The User fees, applied in some public health units in Mozambique, are not directly related to the need for the sector to obtain alternative sources for its sustainable functioning.  The study also found out that user fees are regressive, contributing substantially to the exclusion of poorest people and practice of corruption.

“In other words, user fees have a negative impact mainly in rural areas, where people are most financially disadvantaged”, the study adds, acknowledging that user fees create inequality and corruption.

“The introduction of user fees should exclude the poorest people, in order to improve the quality and equity of services”, says dos Santos, stressing that budget deficits, verified in this sector and the need to improve the quality of health care, contribute to the fact that fees collectors are more concerned about money.

Denzel dos Santos

Impact of User Fees Removal

The study also points out that user fees contributed to the significant reduction of use public health services usage.

“Therefore, there is a need to remove user fees in order to guarantee equity in the provision of health care to different social classes”, says the researcher, warning that, however, the elimination these fees, without any alternative measure of revenue collection, makes the provision of health services difficult, since direct payments for access to health services, based on demand, contribute to improving the quality of these services.

“Even so, in Mozambique, user fees have not contributed to better services. On the contrary, services tend to deteriorate”, he revealed.      

Challenges of User Fees Usage

As a challenge, according to Dos Santos, the government must guarantee the increase the budget for the health sector, improve efficiency in budget allocation to the sector, and make services more flexible for all Mozambicans, as well as increase the supply of qualified health professionals to meet the demand for health services.

“The removal of the user fees increases the demand for healing consultations, in greater proportion. However, this removal leads to losses in consigned revenue and an increase in consultations that give rise to a tiny growth in current expenditure in the National Health System”, the study points out.

The removal benefits the population, especially the poorest and those living in the most disadvantaged areas.

The position of the Ministry of Health (2010), states Dos Santos, is that the revenue from user fees applied in Mozambique is not very significant when compared to the total expenditures incurred by the sector.

“There is a need for the health sector to increasingly search for alternative sources of financing, taking into account the shortages that the sector presents, especially for the poorest people, who struggle with insufficient medicines, medical-surgical material, and lack of infrastructure, among other factors, which contribute to the sector’s inability to provide quality services for the population”, says the researcher.

Denzel dos Santos

Experience from Uganda and South Africa  

On the same occasion, representing Uganda, Labila Musoke, a researcher from the Initiative for Social and Economic Rights (ESER), presented a study that points out that user fees in the Ugandan Health System represent a barrier for the most disadvantaged populations.

“The fees do not benefit the poorest. On the contrary, they limit people in their access to health care”, said the researcher, adding that “in Uganda, when you are poor, you don’t have health care.”

People, when they can’t afford fees, according to Musoke, don’t have medical assistance, and researches point out that the fees don’t benefit the poorest.

Labila Musoke

For her part, researcher Lauren Paremoer, who shared the experience of South Africa, agreed that user fees hurt and intimidate the most disadvantaged communities in accessing health care.

“The fight against Apartheid was also about fighting for basic health services for the most disadvantaged populations. To this day, the struggle for a more qualitative health care system continues”, sys the researcher.

Participants

According to Paremoer, user fees were supposed to address the main challenges of the health sector “however, it is still seen lack of doctors and medicines in rural and more disadvantaged areas.”

“Therefore, user fees are found to be a barrier to access to health care, especially in South Africa”, she stressed.      

The findings are part of the studies carried out by the Citizen Observatory for Health (OCS), published at the Conference on Access to Health, which took place between June 30 and July 1, in the Mozambican capital, Maputo.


## PROBLEM
Filter the entries below, keeping only lines with "input".

## DATASET

+ + +

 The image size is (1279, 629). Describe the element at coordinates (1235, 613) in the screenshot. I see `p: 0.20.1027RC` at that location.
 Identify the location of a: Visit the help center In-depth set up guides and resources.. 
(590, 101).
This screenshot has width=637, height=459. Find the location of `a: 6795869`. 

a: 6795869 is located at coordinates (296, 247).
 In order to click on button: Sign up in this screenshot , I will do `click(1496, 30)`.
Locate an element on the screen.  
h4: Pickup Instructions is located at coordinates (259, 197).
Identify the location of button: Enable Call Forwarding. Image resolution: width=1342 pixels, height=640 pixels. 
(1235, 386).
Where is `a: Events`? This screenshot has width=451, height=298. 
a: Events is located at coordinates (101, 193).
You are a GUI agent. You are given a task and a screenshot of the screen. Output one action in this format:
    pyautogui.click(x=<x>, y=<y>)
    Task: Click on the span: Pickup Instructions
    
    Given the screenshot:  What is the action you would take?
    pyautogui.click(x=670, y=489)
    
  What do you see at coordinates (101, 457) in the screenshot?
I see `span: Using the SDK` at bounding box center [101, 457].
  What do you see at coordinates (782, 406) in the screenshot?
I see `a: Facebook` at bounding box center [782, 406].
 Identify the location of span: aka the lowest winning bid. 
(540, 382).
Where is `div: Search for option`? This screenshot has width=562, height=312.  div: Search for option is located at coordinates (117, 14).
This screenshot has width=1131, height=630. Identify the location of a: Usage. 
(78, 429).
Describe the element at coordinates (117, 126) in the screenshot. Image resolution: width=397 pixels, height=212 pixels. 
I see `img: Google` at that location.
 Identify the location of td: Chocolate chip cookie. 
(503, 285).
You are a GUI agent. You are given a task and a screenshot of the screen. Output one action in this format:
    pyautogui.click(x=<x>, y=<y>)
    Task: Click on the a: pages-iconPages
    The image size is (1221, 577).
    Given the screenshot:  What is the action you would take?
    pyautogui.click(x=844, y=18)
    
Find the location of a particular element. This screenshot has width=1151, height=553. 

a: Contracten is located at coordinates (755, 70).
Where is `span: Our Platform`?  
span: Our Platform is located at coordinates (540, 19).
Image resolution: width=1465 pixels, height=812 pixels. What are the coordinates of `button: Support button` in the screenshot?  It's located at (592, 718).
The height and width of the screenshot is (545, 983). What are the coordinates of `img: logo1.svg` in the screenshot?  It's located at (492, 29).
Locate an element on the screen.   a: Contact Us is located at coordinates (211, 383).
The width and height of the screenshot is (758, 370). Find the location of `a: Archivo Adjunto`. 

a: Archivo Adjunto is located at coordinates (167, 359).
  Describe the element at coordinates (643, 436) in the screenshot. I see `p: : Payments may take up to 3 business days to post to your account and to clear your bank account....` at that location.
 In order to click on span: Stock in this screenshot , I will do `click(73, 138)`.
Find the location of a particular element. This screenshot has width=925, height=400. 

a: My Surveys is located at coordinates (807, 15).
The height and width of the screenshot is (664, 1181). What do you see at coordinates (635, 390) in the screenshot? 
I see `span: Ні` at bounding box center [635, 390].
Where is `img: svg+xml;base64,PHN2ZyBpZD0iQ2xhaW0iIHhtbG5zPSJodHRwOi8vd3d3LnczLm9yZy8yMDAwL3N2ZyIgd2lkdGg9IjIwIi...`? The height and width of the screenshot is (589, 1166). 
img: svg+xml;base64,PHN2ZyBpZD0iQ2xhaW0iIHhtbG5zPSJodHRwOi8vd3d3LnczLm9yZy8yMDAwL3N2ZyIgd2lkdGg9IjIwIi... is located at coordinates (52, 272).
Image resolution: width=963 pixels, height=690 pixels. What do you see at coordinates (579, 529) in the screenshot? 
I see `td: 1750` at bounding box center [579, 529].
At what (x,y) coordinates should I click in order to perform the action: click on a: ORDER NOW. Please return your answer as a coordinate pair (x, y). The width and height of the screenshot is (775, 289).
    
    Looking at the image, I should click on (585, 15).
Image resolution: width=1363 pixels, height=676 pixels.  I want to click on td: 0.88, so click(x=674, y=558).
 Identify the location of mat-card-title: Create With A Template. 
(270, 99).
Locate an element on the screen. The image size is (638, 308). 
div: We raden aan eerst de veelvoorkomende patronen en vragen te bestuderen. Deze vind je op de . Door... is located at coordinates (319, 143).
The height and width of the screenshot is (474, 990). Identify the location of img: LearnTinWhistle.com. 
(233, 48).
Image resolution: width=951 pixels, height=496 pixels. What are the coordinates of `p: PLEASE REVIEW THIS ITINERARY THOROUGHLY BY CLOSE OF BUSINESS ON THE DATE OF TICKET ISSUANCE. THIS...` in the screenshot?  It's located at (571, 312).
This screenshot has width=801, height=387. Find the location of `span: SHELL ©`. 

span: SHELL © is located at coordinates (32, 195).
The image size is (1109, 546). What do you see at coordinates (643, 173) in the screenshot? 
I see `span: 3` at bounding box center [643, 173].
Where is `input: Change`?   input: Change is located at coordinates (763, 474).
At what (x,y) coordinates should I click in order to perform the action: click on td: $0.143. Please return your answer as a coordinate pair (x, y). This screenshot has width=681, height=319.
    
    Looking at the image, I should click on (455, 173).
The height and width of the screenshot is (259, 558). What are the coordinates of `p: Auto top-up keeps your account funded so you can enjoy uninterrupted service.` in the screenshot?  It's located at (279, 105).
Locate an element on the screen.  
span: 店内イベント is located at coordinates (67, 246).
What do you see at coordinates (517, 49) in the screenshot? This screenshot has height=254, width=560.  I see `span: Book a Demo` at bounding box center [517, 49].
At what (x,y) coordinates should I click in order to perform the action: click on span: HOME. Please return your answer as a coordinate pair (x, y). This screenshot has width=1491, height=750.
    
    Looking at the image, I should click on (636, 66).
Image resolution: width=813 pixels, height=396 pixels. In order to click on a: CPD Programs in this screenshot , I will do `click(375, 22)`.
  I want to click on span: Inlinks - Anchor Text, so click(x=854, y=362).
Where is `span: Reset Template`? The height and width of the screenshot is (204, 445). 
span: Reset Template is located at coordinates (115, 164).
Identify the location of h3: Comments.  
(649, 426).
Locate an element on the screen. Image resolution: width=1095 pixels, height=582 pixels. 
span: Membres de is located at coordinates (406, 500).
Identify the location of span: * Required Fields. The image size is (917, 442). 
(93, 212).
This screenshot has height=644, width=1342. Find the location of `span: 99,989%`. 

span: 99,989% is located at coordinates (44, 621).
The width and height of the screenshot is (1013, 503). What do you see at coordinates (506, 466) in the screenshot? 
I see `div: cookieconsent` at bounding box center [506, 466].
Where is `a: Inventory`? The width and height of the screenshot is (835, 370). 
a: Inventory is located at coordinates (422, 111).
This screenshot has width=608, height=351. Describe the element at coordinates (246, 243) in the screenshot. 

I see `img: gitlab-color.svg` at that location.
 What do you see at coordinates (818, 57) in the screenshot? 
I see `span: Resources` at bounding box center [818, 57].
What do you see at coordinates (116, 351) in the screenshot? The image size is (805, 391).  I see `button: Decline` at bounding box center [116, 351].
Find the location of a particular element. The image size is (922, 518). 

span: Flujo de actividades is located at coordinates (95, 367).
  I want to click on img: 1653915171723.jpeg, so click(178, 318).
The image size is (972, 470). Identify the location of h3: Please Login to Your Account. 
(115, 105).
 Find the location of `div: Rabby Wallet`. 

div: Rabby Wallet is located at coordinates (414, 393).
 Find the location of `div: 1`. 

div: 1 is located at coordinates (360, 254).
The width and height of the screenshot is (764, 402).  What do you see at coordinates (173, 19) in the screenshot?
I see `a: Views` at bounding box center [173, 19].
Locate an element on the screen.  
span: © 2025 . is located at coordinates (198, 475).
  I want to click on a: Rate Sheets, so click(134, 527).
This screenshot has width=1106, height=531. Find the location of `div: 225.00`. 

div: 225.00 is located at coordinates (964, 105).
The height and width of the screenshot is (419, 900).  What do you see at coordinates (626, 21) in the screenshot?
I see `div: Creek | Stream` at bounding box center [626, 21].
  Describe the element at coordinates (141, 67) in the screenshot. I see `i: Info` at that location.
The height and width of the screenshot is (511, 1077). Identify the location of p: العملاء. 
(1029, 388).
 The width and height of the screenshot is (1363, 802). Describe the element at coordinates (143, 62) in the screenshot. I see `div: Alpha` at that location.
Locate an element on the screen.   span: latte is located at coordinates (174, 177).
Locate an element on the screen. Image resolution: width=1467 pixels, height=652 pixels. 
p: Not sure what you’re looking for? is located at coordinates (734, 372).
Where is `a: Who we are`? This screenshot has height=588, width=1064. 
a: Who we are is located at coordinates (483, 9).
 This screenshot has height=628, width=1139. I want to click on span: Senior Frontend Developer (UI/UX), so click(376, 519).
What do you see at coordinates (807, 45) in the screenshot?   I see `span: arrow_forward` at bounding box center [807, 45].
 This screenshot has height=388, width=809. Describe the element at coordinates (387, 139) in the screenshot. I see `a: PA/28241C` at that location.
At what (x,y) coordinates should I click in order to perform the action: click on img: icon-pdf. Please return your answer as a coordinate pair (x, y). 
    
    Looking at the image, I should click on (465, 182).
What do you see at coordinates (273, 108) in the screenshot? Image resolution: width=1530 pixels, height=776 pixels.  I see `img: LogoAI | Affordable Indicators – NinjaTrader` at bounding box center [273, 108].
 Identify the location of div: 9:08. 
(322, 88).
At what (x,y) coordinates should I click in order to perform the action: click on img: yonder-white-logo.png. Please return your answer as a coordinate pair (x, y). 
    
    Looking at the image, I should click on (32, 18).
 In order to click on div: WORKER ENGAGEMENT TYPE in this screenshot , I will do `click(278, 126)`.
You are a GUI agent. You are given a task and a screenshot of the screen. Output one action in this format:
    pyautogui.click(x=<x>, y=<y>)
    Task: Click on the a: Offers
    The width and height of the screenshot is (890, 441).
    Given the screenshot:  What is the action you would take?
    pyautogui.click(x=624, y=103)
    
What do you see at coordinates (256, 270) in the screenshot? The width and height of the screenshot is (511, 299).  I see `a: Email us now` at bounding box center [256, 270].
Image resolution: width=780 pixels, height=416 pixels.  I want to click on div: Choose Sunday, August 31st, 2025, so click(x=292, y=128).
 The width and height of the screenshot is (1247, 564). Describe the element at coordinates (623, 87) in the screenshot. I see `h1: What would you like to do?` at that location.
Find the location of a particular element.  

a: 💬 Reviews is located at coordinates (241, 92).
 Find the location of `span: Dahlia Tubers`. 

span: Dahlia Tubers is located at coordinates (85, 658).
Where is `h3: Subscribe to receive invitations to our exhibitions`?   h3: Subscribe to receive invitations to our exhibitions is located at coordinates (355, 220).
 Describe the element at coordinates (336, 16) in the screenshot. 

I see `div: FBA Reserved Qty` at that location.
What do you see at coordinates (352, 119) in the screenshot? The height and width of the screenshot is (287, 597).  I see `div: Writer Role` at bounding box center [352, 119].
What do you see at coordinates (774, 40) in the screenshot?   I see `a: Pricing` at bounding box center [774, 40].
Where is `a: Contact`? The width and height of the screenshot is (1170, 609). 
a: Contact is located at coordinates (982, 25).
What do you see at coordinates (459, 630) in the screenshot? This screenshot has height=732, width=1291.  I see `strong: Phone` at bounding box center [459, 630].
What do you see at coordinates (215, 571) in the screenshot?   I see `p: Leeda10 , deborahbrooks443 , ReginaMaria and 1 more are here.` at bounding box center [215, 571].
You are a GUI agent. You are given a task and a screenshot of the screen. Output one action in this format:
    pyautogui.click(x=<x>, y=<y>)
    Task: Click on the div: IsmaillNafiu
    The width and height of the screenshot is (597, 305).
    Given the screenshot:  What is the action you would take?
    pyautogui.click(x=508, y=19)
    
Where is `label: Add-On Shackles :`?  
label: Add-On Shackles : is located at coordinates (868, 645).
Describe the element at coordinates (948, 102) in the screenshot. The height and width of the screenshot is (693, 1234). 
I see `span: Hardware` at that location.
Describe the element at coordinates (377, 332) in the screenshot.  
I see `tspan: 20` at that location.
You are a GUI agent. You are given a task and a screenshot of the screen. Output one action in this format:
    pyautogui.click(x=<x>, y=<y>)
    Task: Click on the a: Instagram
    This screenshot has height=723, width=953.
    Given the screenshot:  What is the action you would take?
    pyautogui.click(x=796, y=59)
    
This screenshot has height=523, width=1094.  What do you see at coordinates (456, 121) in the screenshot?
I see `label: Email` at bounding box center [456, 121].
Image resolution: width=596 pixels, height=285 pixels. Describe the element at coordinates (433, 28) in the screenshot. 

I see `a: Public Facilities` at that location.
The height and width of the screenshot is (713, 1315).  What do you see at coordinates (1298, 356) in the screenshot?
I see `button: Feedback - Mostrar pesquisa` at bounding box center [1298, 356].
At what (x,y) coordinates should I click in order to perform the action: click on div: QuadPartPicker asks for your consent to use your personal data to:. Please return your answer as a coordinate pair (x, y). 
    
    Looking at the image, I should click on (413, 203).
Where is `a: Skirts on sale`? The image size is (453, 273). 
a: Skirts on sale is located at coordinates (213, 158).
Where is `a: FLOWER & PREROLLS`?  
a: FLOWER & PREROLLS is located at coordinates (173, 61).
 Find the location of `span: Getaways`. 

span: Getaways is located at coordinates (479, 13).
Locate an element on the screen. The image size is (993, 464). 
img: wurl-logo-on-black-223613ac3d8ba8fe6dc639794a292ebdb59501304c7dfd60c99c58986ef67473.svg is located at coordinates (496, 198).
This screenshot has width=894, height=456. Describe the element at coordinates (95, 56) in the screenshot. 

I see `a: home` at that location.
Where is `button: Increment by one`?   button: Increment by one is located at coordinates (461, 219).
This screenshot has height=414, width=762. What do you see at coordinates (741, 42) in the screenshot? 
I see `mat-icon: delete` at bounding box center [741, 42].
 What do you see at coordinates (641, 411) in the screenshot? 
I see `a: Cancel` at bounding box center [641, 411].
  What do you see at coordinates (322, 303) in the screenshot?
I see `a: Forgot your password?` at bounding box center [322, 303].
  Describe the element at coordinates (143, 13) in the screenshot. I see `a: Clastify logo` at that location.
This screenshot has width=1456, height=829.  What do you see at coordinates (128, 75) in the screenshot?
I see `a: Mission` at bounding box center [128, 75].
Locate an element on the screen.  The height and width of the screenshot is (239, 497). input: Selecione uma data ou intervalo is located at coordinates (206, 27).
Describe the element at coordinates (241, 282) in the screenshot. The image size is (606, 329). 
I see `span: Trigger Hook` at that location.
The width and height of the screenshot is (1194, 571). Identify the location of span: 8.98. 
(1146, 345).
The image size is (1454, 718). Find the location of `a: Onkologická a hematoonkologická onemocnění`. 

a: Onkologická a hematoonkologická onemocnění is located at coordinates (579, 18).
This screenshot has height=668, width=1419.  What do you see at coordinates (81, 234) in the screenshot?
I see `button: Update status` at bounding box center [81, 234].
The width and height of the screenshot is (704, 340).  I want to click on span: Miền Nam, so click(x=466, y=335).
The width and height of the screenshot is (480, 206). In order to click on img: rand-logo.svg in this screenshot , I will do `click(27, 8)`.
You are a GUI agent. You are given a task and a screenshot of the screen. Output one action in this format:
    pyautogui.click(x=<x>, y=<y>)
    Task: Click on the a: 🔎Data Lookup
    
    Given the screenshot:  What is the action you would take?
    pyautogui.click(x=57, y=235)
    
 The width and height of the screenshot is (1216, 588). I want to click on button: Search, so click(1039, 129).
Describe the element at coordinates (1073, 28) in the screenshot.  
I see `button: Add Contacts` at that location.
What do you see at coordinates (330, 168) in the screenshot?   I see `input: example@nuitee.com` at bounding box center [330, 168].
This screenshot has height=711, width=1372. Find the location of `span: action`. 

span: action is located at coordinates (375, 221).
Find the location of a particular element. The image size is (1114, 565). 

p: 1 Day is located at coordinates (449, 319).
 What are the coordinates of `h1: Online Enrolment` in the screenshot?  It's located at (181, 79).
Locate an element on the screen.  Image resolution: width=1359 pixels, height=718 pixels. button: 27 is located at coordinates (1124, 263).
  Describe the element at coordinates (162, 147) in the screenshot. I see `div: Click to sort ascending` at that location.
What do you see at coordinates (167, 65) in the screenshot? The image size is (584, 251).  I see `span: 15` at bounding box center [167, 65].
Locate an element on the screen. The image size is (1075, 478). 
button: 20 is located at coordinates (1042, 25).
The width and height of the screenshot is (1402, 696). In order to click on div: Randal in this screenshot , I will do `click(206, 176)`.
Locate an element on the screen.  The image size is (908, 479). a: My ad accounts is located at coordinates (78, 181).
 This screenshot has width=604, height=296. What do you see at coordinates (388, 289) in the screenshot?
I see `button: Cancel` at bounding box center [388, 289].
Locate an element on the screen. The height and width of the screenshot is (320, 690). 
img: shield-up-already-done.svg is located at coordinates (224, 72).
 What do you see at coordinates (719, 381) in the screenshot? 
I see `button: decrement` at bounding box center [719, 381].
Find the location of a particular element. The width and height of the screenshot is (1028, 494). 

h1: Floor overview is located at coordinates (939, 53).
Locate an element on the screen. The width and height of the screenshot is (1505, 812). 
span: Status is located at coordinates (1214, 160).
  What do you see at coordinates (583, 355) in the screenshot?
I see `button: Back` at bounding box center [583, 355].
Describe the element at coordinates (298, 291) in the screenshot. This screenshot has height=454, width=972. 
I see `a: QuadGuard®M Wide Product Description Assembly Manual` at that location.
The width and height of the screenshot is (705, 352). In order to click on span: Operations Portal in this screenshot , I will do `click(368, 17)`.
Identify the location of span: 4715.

+ + +

## EXERCISE OUTPUT
Where is `input: Change`?   input: Change is located at coordinates (763, 474).
Locate an element on the screen.  The height and width of the screenshot is (239, 497). input: Selecione uma data ou intervalo is located at coordinates (206, 27).
What do you see at coordinates (330, 168) in the screenshot?   I see `input: example@nuitee.com` at bounding box center [330, 168].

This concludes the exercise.